2. Secondary Defect (From Repair): Within the nominal weld nugget area, porosity and micro-cracking were observed. These features were conclusively linked to the subsequent TIG repair process, as evidenced by their location and the associated heat-affected zone microstructure. They were not the initiators of the original leak.
The root cause analysis focused on the cold weld defect. In FSW, sufficient frictional heat and material plasticity are required to break up and disperse the surface oxides, allowing for solid-state diffusion and metallurgical bonding across the interface. The key process variables governing this are tool rotation speed (ω), travel speed (v), axial force (F), and, crucially, tool alignment relative to the joint line.
The observed defect indicated a severe insufficiency of material intermixing at the original joint line. This is mathematically related to the specific energy input per unit length and the tool’s interaction with the joint. The linear heat input (Q) in FSW can be approximated by models considering the power generated by the tool shoulder and pin. A simplified representation is:
$$ Q \propto \eta \cdot \mu \cdot \omega \cdot F \cdot R $$
where $\eta$ is an efficiency factor, $\mu$ is the coefficient of friction, $\omega$ is the rotation speed, $F$ is the axial force, and $R$ is a characteristic tool radius. However, if the stirring pin is significantly offset from the joint line, the effective energy delivered directly to the interface for breaking up oxides is drastically reduced, even if overall parameters seem nominal. The material flow pattern becomes asymmetrical, and the interface may be merely displaced or folded without being stirred.
My investigation concluded that the primary cause of the leakage in this battery electric car pack was a substantial misalignment of the FSW tool pin relative to the butt joint line. This misalignment led to a localized “cold welding” condition where the oxide layer was not disrupted, preventing metallurgical bonding and creating a continuous, crack-like leakage path. This type of defect is particularly insidious as it can be visually subtle on the surface and challenging to detect with standard non-destructive testing methods.
Process Optimization and Validation
To eliminate the defect, the solution had to address the root cause: inconsistent tool alignment. The optimization strategy was two-pronged:
1. Enhanced Process Control: A real-time laser seam tracking system was integrated into the FSW machine. This system actively monitors the joint line and provides dynamic feedback to the machine controller, allowing for automatic correction of the tool path. The alignment tolerance was tightened to ±0.2 mm.

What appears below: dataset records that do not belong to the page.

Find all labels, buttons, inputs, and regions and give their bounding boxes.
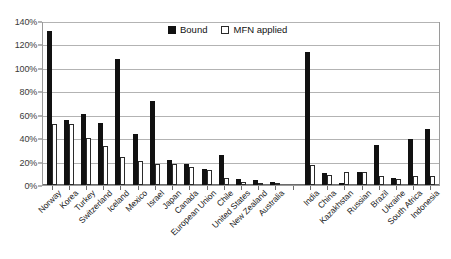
bar-mfn-applied: [138, 161, 143, 185]
bar-mfn-applied: [362, 172, 367, 185]
bar-mfn-applied: [258, 183, 263, 185]
bar-group: [336, 23, 353, 185]
bar-group: [284, 23, 301, 185]
y-axis: 0%20%40%60%80%100%120%140%: [0, 22, 42, 186]
bar-mfn-applied: [52, 124, 57, 185]
y-axis-tick-label: 60%: [20, 111, 37, 121]
bar-group: [112, 23, 129, 185]
bars-layer: [43, 23, 439, 185]
bar-group: [387, 23, 404, 185]
bar-mfn-applied: [120, 157, 125, 185]
legend-label-mfn-applied: MFN applied: [233, 24, 287, 35]
bar-group: [250, 23, 267, 185]
bar-group: [267, 23, 284, 185]
bar-mfn-applied: [413, 176, 418, 185]
bar-mfn-applied: [275, 183, 280, 185]
legend-item-mfn-applied: MFN applied: [221, 24, 287, 35]
bar-mfn-applied: [155, 164, 160, 185]
bar-group: [405, 23, 422, 185]
bar-mfn-applied: [189, 167, 194, 186]
bar-group: [422, 23, 439, 185]
bar-group: [370, 23, 387, 185]
bar-group: [198, 23, 215, 185]
bar-group: [353, 23, 370, 185]
bar-mfn-applied: [69, 124, 74, 185]
bar-group: [301, 23, 318, 185]
bar-mfn-applied: [396, 179, 401, 185]
y-axis-tick-label: 20%: [20, 158, 37, 168]
bar-mfn-applied: [86, 138, 91, 185]
bar-group: [129, 23, 146, 185]
bar-mfn-applied: [172, 164, 177, 185]
bar-chart: 0%20%40%60%80%100%120%140% NorwayKoreaTu…: [0, 0, 451, 259]
bar-mfn-applied: [207, 170, 212, 185]
legend-label-bound: Bound: [180, 24, 207, 35]
bar-mfn-applied: [103, 146, 108, 185]
bar-mfn-applied: [327, 175, 332, 185]
bar-mfn-applied: [241, 182, 246, 185]
y-axis-tick-label: 40%: [20, 134, 37, 144]
bar-group: [232, 23, 249, 185]
bar-mfn-applied: [430, 176, 435, 185]
bar-mfn-applied: [379, 176, 384, 185]
bar-mfn-applied: [224, 178, 229, 185]
bar-mfn-applied: [310, 165, 315, 185]
filled-square-icon: [168, 26, 176, 34]
legend-item-bound: Bound: [168, 24, 207, 35]
bar-group: [146, 23, 163, 185]
bar-group: [164, 23, 181, 185]
y-axis-tick-label: 120%: [15, 40, 37, 50]
bar-group: [181, 23, 198, 185]
bar-mfn-applied: [344, 172, 349, 185]
bar-group: [215, 23, 232, 185]
y-axis-tick-label: 80%: [20, 87, 37, 97]
bar-group: [77, 23, 94, 185]
bar-group: [95, 23, 112, 185]
x-axis-labels: NorwayKoreaTurkeySwitzerlandIcelandMexic…: [0, 188, 451, 259]
chart-legend: Bound MFN applied: [168, 24, 287, 35]
bar-group: [318, 23, 335, 185]
outlined-square-icon: [221, 26, 229, 34]
y-axis-tick-label: 140%: [15, 17, 37, 27]
bar-group: [60, 23, 77, 185]
y-axis-tick-label: 100%: [15, 64, 37, 74]
bar-group: [43, 23, 60, 185]
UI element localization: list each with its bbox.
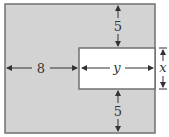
left-width-label: 8 (37, 61, 45, 76)
inner-height-dimension: x (159, 48, 167, 89)
diagram: 5 8 y x 5 (0, 0, 169, 137)
inner-width-label: y (112, 60, 121, 75)
bottom-gap-label: 5 (114, 104, 122, 119)
inner-height-label: x (159, 60, 167, 75)
top-gap-label: 5 (114, 19, 122, 34)
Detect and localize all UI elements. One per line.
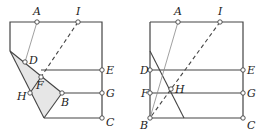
- point-e-marker: [100, 68, 104, 72]
- point-g-label: G: [247, 87, 256, 100]
- point-b-label: B: [139, 119, 148, 132]
- point-e-label: E: [105, 64, 114, 77]
- point-i-marker: [218, 20, 222, 24]
- point-a-label: A: [32, 5, 41, 18]
- point-h-label: H: [16, 90, 27, 103]
- point-a-label: A: [173, 5, 182, 18]
- point-c-label: C: [106, 116, 115, 129]
- point-g-marker: [100, 91, 104, 95]
- point-b-marker: [148, 116, 152, 120]
- point-b-label: B: [60, 96, 69, 109]
- point-d-label: D: [28, 54, 38, 67]
- left-figure-folded: AIDEFHBGC: [10, 5, 115, 129]
- point-i-marker: [76, 20, 80, 24]
- point-f-label: F: [140, 87, 149, 100]
- point-i-label: I: [217, 5, 223, 18]
- dashed-crease-line: [41, 22, 78, 77]
- point-b-marker: [60, 91, 64, 95]
- point-h-label: H: [174, 83, 185, 96]
- point-i-label: I: [75, 5, 81, 18]
- point-e-label: E: [246, 64, 255, 77]
- point-e-marker: [241, 68, 245, 72]
- point-f-label: F: [35, 79, 44, 92]
- point-g-label: G: [106, 87, 115, 100]
- point-d-marker: [23, 60, 27, 64]
- point-g-marker: [241, 91, 245, 95]
- geometry-diagram: AIDEFHBGC AIDEFHGBC: [0, 0, 259, 136]
- point-c-label: C: [247, 119, 256, 132]
- point-h-marker: [28, 91, 32, 95]
- point-h-marker: [169, 87, 173, 91]
- point-d-label: D: [139, 64, 149, 77]
- right-figure-unfolded: AIDEFHGBC: [139, 5, 256, 132]
- point-a-marker: [176, 20, 180, 24]
- point-c-marker: [241, 116, 245, 120]
- point-a-marker: [35, 20, 39, 24]
- point-c-marker: [100, 116, 104, 120]
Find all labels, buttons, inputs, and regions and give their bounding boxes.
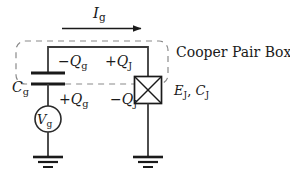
label-junction-charge-negative: −QJ — [110, 92, 137, 106]
cooper-pair-box-figure: Ig −Qg +QJ Cg +Qg −QJ Vg Cooper Pair Box… — [0, 0, 290, 180]
label-junction-charge-positive: +QJ — [105, 54, 132, 68]
label-cooper-pair-box: Cooper Pair Box — [176, 45, 290, 59]
josephson-junction — [135, 77, 162, 104]
label-gate-voltage: Vg — [37, 113, 52, 126]
label-gate-charge-positive: +Qg — [59, 92, 89, 106]
label-gate-capacitor: Cg — [12, 80, 29, 94]
label-junction-parameters: EJ, CJ — [174, 84, 209, 97]
ground-right — [133, 157, 163, 167]
label-gate-charge-negative: −Qg — [58, 54, 88, 68]
circuit-drawing — [0, 0, 290, 180]
label-current-ig: Ig — [93, 6, 106, 21]
ground-left — [33, 157, 63, 167]
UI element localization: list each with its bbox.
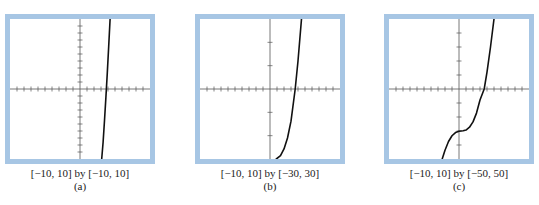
window-label-b: [−10, 10] by [−30, 30]	[195, 167, 345, 179]
window-label-a: [−10, 10] by [−10, 10]	[5, 167, 155, 179]
window-label-c: [−10, 10] by [−50, 50]	[384, 167, 534, 179]
graph-frame-b	[195, 14, 345, 164]
panel-label-a: (a)	[5, 180, 155, 192]
graph-frame-c	[384, 14, 534, 164]
graph-frame-a	[5, 14, 155, 164]
panel-a: [−10, 10] by [−10, 10] (a)	[5, 14, 155, 194]
panel-b: [−10, 10] by [−30, 30] (b)	[195, 14, 345, 194]
panel-label-c: (c)	[384, 180, 534, 192]
graph-a	[10, 19, 150, 159]
panel-c: [−10, 10] by [−50, 50] (c)	[384, 14, 534, 194]
panel-label-b: (b)	[195, 180, 345, 192]
graph-c	[389, 19, 529, 159]
graph-b	[200, 19, 340, 159]
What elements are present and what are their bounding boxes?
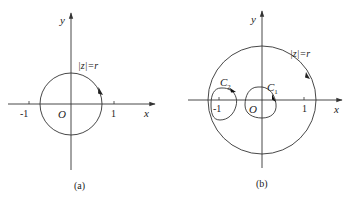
tick-label-plus-1: 1 <box>111 108 116 119</box>
tick-label-minus-1: -1 <box>213 103 221 114</box>
x-axis-label: x <box>333 103 339 115</box>
caption-b: (b) <box>256 178 268 190</box>
c2-direction-arrow-icon <box>230 88 236 93</box>
caption-a: (a) <box>74 180 85 192</box>
circle-label: |z|=r <box>78 60 98 71</box>
tick-label-plus-1: 1 <box>302 103 307 114</box>
origin-label: O <box>58 108 66 120</box>
tick-label-minus-1: -1 <box>20 108 28 119</box>
direction-arrow-icon <box>98 87 103 95</box>
figure-b: y x O -1 1 |z|=r C2 C1 (b) <box>188 11 342 190</box>
contour-diagram: y x O -1 1 |z|=r (a) y x O -1 1 |z|=r <box>0 0 353 200</box>
y-axis-label: y <box>250 13 256 25</box>
y-axis-label: y <box>59 14 65 26</box>
origin-label: O <box>249 103 257 115</box>
circle-label: |z|=r <box>290 48 310 59</box>
figure-a: y x O -1 1 |z|=r (a) <box>8 13 155 192</box>
x-axis-label: x <box>143 107 149 119</box>
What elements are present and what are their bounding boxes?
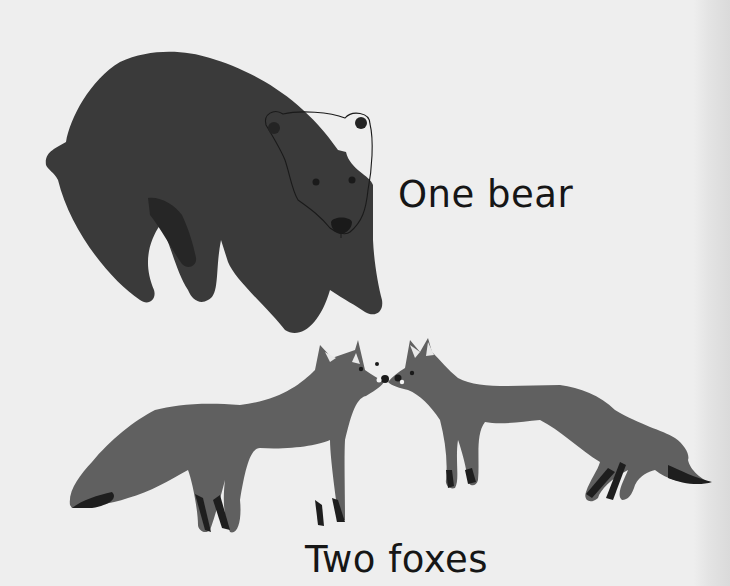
caption-one-bear: One bear <box>398 173 573 216</box>
caption-two-foxes: Two foxes <box>305 538 488 581</box>
left-fox-icon <box>70 340 389 532</box>
book-page: One bear Two foxes <box>0 0 730 586</box>
right-fox-icon <box>388 338 712 501</box>
two-foxes-illustration <box>0 0 730 586</box>
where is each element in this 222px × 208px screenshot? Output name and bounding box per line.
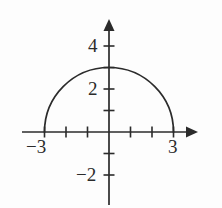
y-axis-arrowhead-icon	[104, 19, 115, 31]
y-tick-label-2: 2	[88, 79, 98, 98]
x-tick-label-3: 3	[168, 137, 178, 156]
y-tick-label--2: −2	[76, 165, 96, 184]
x-tick-label--3: −3	[26, 137, 46, 156]
y-tick-label-4: 4	[88, 36, 98, 55]
plot-canvas	[0, 0, 222, 208]
semicircle-graph-figure: −3 3 4 2 −2	[0, 0, 222, 208]
y-axis	[104, 19, 115, 205]
x-axis-arrowhead-icon	[186, 127, 198, 138]
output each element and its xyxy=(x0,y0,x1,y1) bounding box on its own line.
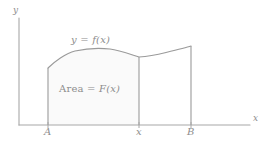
unshaded-area-region xyxy=(139,46,191,125)
y-axis-label: y xyxy=(13,6,18,15)
curve-equation-label: y = f(x) xyxy=(71,35,110,45)
x-axis-label: x xyxy=(253,114,258,123)
area-annotation-function: F(x) xyxy=(99,83,120,94)
x-tick-label-a: A xyxy=(44,127,51,137)
area-function-diagram: y x y = f(x) Area = F(x) A x B xyxy=(0,0,273,145)
diagram-canvas xyxy=(0,0,273,145)
x-tick-label-b: B xyxy=(187,127,194,137)
area-annotation-prefix: Area = xyxy=(59,83,99,94)
area-annotation-label: Area = F(x) xyxy=(59,84,120,94)
x-tick-label-x: x xyxy=(136,127,142,137)
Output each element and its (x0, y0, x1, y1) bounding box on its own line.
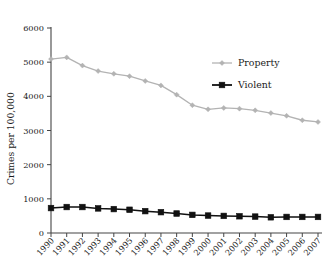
data-point-marker (142, 208, 148, 214)
data-point-marker (64, 204, 70, 210)
data-point-marker (80, 204, 86, 210)
data-point-marker (237, 213, 243, 219)
data-point-marker (111, 206, 117, 212)
data-point-marker (190, 212, 196, 218)
data-point-marker (95, 206, 101, 212)
data-point-marker (48, 205, 54, 211)
data-point-marker (252, 214, 258, 220)
y-axis-title: Crimes per 100,000 (5, 92, 16, 185)
y-tick-label: 4000 (23, 91, 44, 101)
y-tick-label: 5000 (23, 57, 44, 67)
chart-background (0, 0, 331, 268)
data-point-marker (284, 214, 290, 220)
data-point-marker (127, 207, 133, 213)
data-point-marker (158, 209, 164, 215)
data-point-marker (221, 213, 227, 219)
data-point-marker (315, 214, 321, 220)
data-point-marker (299, 214, 305, 220)
data-point-marker (219, 82, 225, 88)
data-point-marker (174, 211, 180, 217)
chart-canvas: Crimes per 100,000 010002000300040005000… (0, 0, 331, 268)
crime-rate-line-chart: Crimes per 100,000 010002000300040005000… (0, 0, 331, 268)
y-tick-label: 3000 (23, 126, 44, 136)
y-tick-label: 6000 (23, 23, 44, 33)
legend-label: Property (238, 57, 280, 68)
y-tick-label: 2000 (23, 160, 44, 170)
data-point-marker (268, 214, 274, 220)
y-tick-label: 1000 (23, 194, 44, 204)
y-axis-title-text: Crimes per 100,000 (5, 92, 16, 185)
data-point-marker (205, 213, 211, 219)
legend-label: Violent (237, 79, 272, 90)
y-tick-label: 0 (39, 228, 44, 238)
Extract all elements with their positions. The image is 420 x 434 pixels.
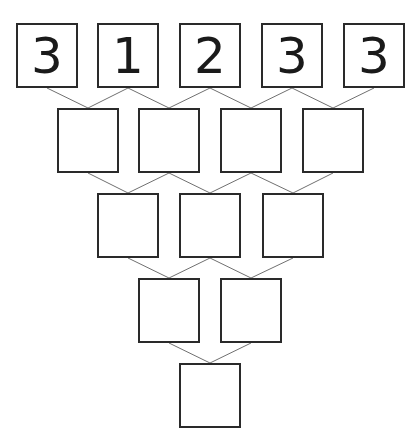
cell-r2-c3[interactable] [220,108,282,173]
cell-r1-c1: 3 [16,23,78,88]
cell-r1-c5: 3 [343,23,405,88]
cell-r2-c1[interactable] [57,108,119,173]
cell-r1-c3: 2 [179,23,241,88]
cell-r2-c4[interactable] [302,108,364,173]
cell-r1-c2: 1 [97,23,159,88]
cell-r5-c1[interactable] [179,363,241,428]
cell-r2-c2[interactable] [138,108,200,173]
cell-r1-c4: 3 [261,23,323,88]
cell-r4-c1[interactable] [138,278,200,343]
number-pyramid: 3 1 2 3 3 [0,0,420,434]
cell-r3-c3[interactable] [262,193,324,258]
cell-r4-c2[interactable] [220,278,282,343]
cell-r3-c1[interactable] [97,193,159,258]
cell-r3-c2[interactable] [179,193,241,258]
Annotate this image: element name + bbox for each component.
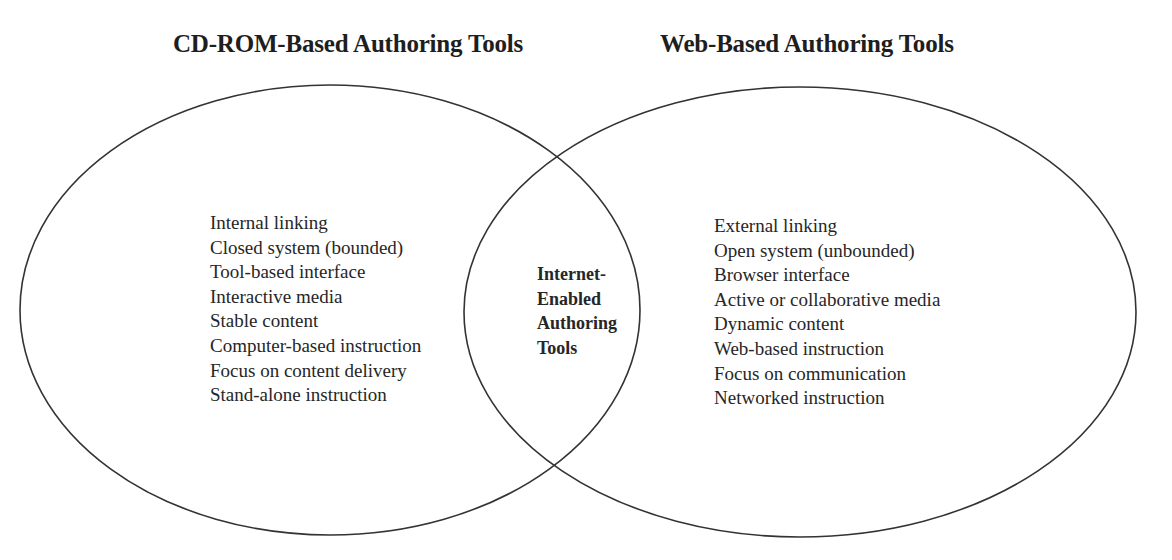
intersection-label-line: Internet- — [537, 262, 617, 287]
cdrom-feature-item: Stand-alone instruction — [210, 383, 421, 408]
web-feature-item: Dynamic content — [714, 312, 940, 337]
cdrom-feature-item: Computer-based instruction — [210, 334, 421, 359]
cdrom-feature-item: Tool-based interface — [210, 260, 421, 285]
web-feature-item: Web-based instruction — [714, 337, 940, 362]
cdrom-feature-item: Internal linking — [210, 211, 421, 236]
web-feature-item: External linking — [714, 214, 940, 239]
cdrom-feature-item: Stable content — [210, 309, 421, 334]
web-feature-list: External linking Open system (unbounded)… — [714, 214, 940, 411]
cdrom-feature-item: Interactive media — [210, 285, 421, 310]
intersection-label-line: Enabled — [537, 287, 617, 312]
web-set-title: Web-Based Authoring Tools — [660, 30, 954, 58]
web-feature-item: Open system (unbounded) — [714, 239, 940, 264]
web-feature-item: Networked instruction — [714, 386, 940, 411]
web-feature-item: Active or collaborative media — [714, 288, 940, 313]
intersection-label-line: Tools — [537, 336, 617, 361]
cdrom-feature-item: Closed system (bounded) — [210, 236, 421, 261]
web-feature-item: Focus on communication — [714, 362, 940, 387]
cdrom-set-title: CD-ROM-Based Authoring Tools — [173, 30, 523, 58]
cdrom-feature-list: Internal linking Closed system (bounded)… — [210, 211, 421, 408]
web-feature-item: Browser interface — [714, 263, 940, 288]
cdrom-feature-item: Focus on content delivery — [210, 359, 421, 384]
intersection-label-line: Authoring — [537, 311, 617, 336]
intersection-label: Internet- Enabled Authoring Tools — [537, 262, 617, 360]
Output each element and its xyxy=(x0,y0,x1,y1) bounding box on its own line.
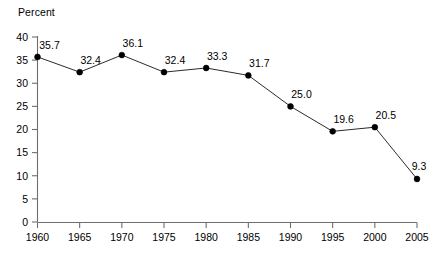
data-point-marker xyxy=(77,69,83,75)
chart-plot-area: 0510152025303540 19601965197019751980198… xyxy=(0,0,440,264)
y-tick-label: 40 xyxy=(16,31,28,43)
data-point-marker xyxy=(161,69,167,75)
data-point-marker xyxy=(35,54,41,60)
x-tick-label: 1965 xyxy=(68,231,92,243)
x-tick-label: 2000 xyxy=(363,231,387,243)
y-tick-label: 20 xyxy=(16,123,28,135)
y-axis: 0510152025303540 xyxy=(16,31,37,228)
y-tick-label: 0 xyxy=(22,216,28,228)
data-point-label: 32.4 xyxy=(165,54,186,66)
y-tick-label: 35 xyxy=(16,54,28,66)
data-point-label: 20.5 xyxy=(376,109,397,121)
data-point-label: 32.4 xyxy=(80,54,101,66)
y-tick-labels: 0510152025303540 xyxy=(16,31,28,228)
x-tick-label: 1985 xyxy=(237,231,261,243)
data-point-label: 19.6 xyxy=(333,113,354,125)
x-axis: 1960196519701975198019851990199520002005 xyxy=(26,223,429,244)
x-tick-label: 1975 xyxy=(152,231,176,243)
data-point-marker xyxy=(372,124,378,130)
y-tick-label: 5 xyxy=(22,193,28,205)
x-tick-label: 1960 xyxy=(26,231,50,243)
x-tick-label: 2005 xyxy=(405,231,429,243)
y-tick-label: 15 xyxy=(16,146,28,158)
data-point-labels: 35.732.436.132.433.331.725.019.620.59.3 xyxy=(39,37,426,172)
x-tick-marks xyxy=(38,223,418,229)
data-point-marker xyxy=(203,65,209,71)
data-point-marker xyxy=(245,72,251,78)
data-point-marker xyxy=(288,103,294,109)
x-tick-label: 1980 xyxy=(194,231,218,243)
y-tick-marks xyxy=(32,37,38,222)
data-point-label: 9.3 xyxy=(412,160,427,172)
x-tick-labels: 1960196519701975198019851990199520002005 xyxy=(26,231,429,243)
data-point-label: 36.1 xyxy=(123,37,144,49)
y-tick-label: 10 xyxy=(16,170,28,182)
data-point-label: 35.7 xyxy=(39,39,60,51)
data-series-line xyxy=(38,55,418,179)
x-tick-label: 1990 xyxy=(279,231,303,243)
x-tick-label: 1970 xyxy=(110,231,134,243)
data-point-marker xyxy=(414,176,420,182)
y-tick-label: 25 xyxy=(16,100,28,112)
data-point-label: 33.3 xyxy=(207,50,228,62)
line-chart: Percent 0510152025303540 196019651970197… xyxy=(0,0,440,264)
x-tick-label: 1995 xyxy=(321,231,345,243)
y-tick-label: 30 xyxy=(16,77,28,89)
data-point-marker xyxy=(119,52,125,58)
data-point-label: 25.0 xyxy=(291,88,312,100)
data-point-marker xyxy=(330,128,336,134)
data-point-label: 31.7 xyxy=(249,57,270,69)
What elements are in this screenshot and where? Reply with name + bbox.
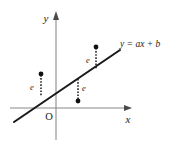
x-axis-label: x <box>125 113 131 125</box>
regression-figure: y x O y = ax + b e e e <box>0 0 173 150</box>
x-axis-arrowhead <box>124 105 132 111</box>
regression-diagram-svg: y x O y = ax + b e e e <box>0 0 173 150</box>
residual-group-1 <box>39 72 44 96</box>
y-axis-arrowhead <box>53 11 59 20</box>
y-axis-label: y <box>43 12 49 24</box>
data-point-1 <box>39 72 44 77</box>
residual-label-2: e <box>82 83 86 93</box>
data-point-2 <box>76 99 81 104</box>
y-axis <box>53 11 59 140</box>
x-axis <box>10 105 132 111</box>
origin-label: O <box>45 111 53 122</box>
regression-equation-label: y = ax + b <box>119 39 161 49</box>
residual-group-2 <box>76 79 81 103</box>
residual-label-3: e <box>86 55 90 65</box>
data-point-3 <box>94 45 99 50</box>
residual-label-1: e <box>30 82 34 92</box>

2. Parameter Optimization: Concurrently, the welding parameters were reviewed and optimized to ensure robust bonding within the new alignment tolerance. The goal was to ensure adequate heat input and material flow. The optimized parameters established were:
$$ \omega = 1500 \, \text{rpm}, \quad v = 800 \, \text{mm/min} $$
This represents a higher heat input condition compared to the initial suspect parameters (1200 rpm / 600 mm/min). The specific welding energy, $E$, often expressed in J/mm, can be considered proportional to the ratio ω/v. While not a perfect metric, it indicates a trend:
$$ E_{\text{initial}} \propto \frac{1200}{600} = 2.0, \quad E_{\text{optimized}} \propto \frac{1500}{800} = 1.875 $$
The slight decrease in this simple ratio is counteracted by the absolute increase in rotational speed, which significantly affects peak temperature and material flow. More importantly, the precise alignment ensures this energy is effectively applied at the joint interface.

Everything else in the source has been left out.